Equilibrium Infra Bulletin #54: ZkCloud Reduces Pre-Proving Times By 1,000x, Google Open-Sources ZK-library, and more...
Equilibrium designs, builds, and invests in core infrastructure for the decentralized web. We are a global team of ~30 people who tackle challenges around security, privacy, and scaling.
🔍 ZkCloud Reduces Total End-to-End Proving Time By Optimizing Pre-Proving Phase
⚡️ Topic Summary
Ethereum block-proving has been a hot topic lately, with an increasing number of teams achieving real-time proving (proving Ethereum blocks in less than 12s). The latest one to join the real-time proving club is Zisk (recently spun out from Polygon).
However, the whole end-to-end proving process includes additional steps beyond just generating the proving trace. One crucial element, which has been a bottleneck for total proving time, is fetching Ethereum block data to feed into the zkVMs.
This process used to take minutes, but the ZkCloud team recently managed to reduce it by 1,000x - from hundreds of seconds to hundreds of milliseconds. The main trick is around a custom fetcher using Reth's debug_executionWitness and building the MPT from that. It will be open-sourced soon.
Source: Eth Proofs
🤔 Our Thoughts
As recently as a year ago, many industry participants considered real-time proving for Ethereum blocks as a mere pipe dream. Yet, today we have multiple zkVM teams that have managed to prove a majority of Ethereum blocks within the 12s boundary. This is a testament to the incredible engineering and innovation of these teams.

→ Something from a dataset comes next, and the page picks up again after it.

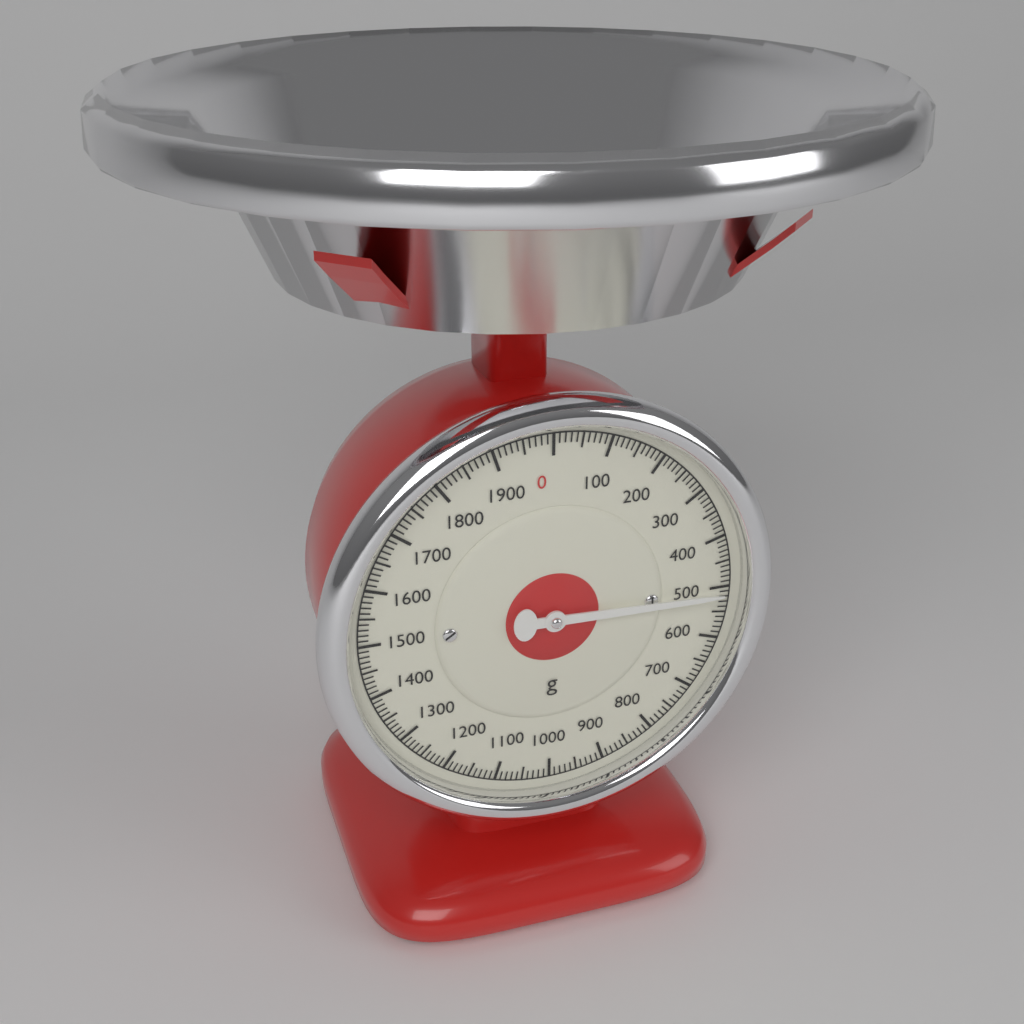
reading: 510 g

While there is still a lot of work to further lower proving latency, the focus is now shifting towards cost, stability, and security:
Cost: The teams that have achieved real-time proving have used large clusters of high-end GPUs (ranging from 50-200 GPUs). This is a significant amount of compute dedicated to a single use case and would be expensive to run in production. EthProofs is already doing a great job by providing standardised benchmarks for proving, while upcoming upgrades for several zkVMs are expected to drastically reduce the amount of GPUs needed. ZK is getting faster and cheaper.
Stability: Proving 95% of the blocks (or even 99%) is not enough, if there is a minority of blocks that can halt the prover and block production (once proving is enshrined). Focusing on worst-case scenarios takes into account certain opcodes and transaction types that are exceptionally costly and time-consuming to prove. Improving performance here makes it more feasible to integrate proving into critical, production-grade workstreams.

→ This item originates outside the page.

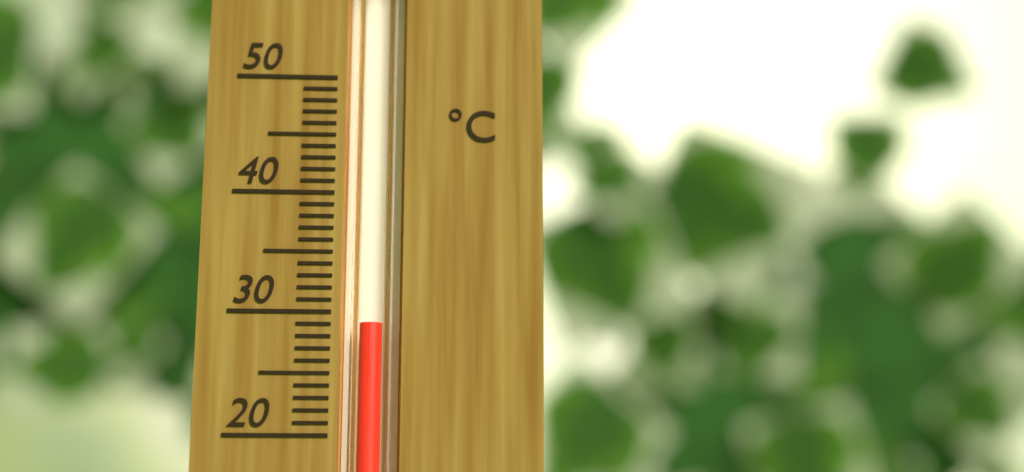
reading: 29 °C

Security: As zkVMs (and ZKPs more generally) become a more integral part of our systems and we rely on them to verify integrity, security becomes even more paramount. Bugs in proving systems and zkVMs can enable false positives or negatives, which could be catastrophic (particularly if there is no backup system for verification). Security measures such as auditing, formal verification, and fallback mechanisms are likely to become more commonplace as ZK systems gain more widespread adoption.
Parting Thought: If the end-goal is to prove all execution on Ethereum (enshrined zkVM), when should we transition from pricing resources in gas to some measure that better captures the cost of proving (e.g. proving cycles used)? This would also help address the problem of “proving killers” - blocks that are cheap to construct (low gas usage) but filled with operations that are difficult and costly to prove.
💡 Research, Articles & Other Things of Interest
📚 Opening up ‘Zero-Knowledge Proof’ technology to promote privacy in age assurance: Google open-sources its ZKP libraries used for identity verification and the EU’s upcoming digital identity wallet. Developed in partnership with Sparkasse (the largest financial group in Europe) to support EU age assurance. Will we soon have more than 50 million bank customers leveraging ZKPs without even realizing it?
📚 Announcing the Zama Confidential Blockchain Protocol: With the recent surge in institutional interest in blockchains, privacy and confidentiality solutions are again becoming more topical. The Zama Confidential Blockchain Protocol enables confidential smart contracts on top of any L1 or L2 (starting with EVM chains).
📚 6 Use Cases for DePIN: At their core, DePIN protocols offer an alternative to the monopolistic, opaque, and outdated infrastructure systems we rely on today. Examples of industries include energy, telecom, and transport.
📚 Zisk joins the real-time club, i.e. proving Ethereum blocks in under 12s.
🤌 Personal Recommendations From Our Team
📚 Reading: The Tsar of Love and Techno - Anthony Marra: From a 1930s Soviet censor to young children growing up in Siberian mining towns - the book ties together a cast of remarkable characters whose lives intersect in surprising ways.
🎧 Listening: The Gift and The Curse of Staying Private: Bill Gurley breaks down dynamics in (traditional) VC markets and second-order effects from companies staying private for longer.
💡 Other: No way Starcloud’s putting a data centre in space in a Starship or $8.2 million: In case you wondered if launching data centers to orbit would be a good idea.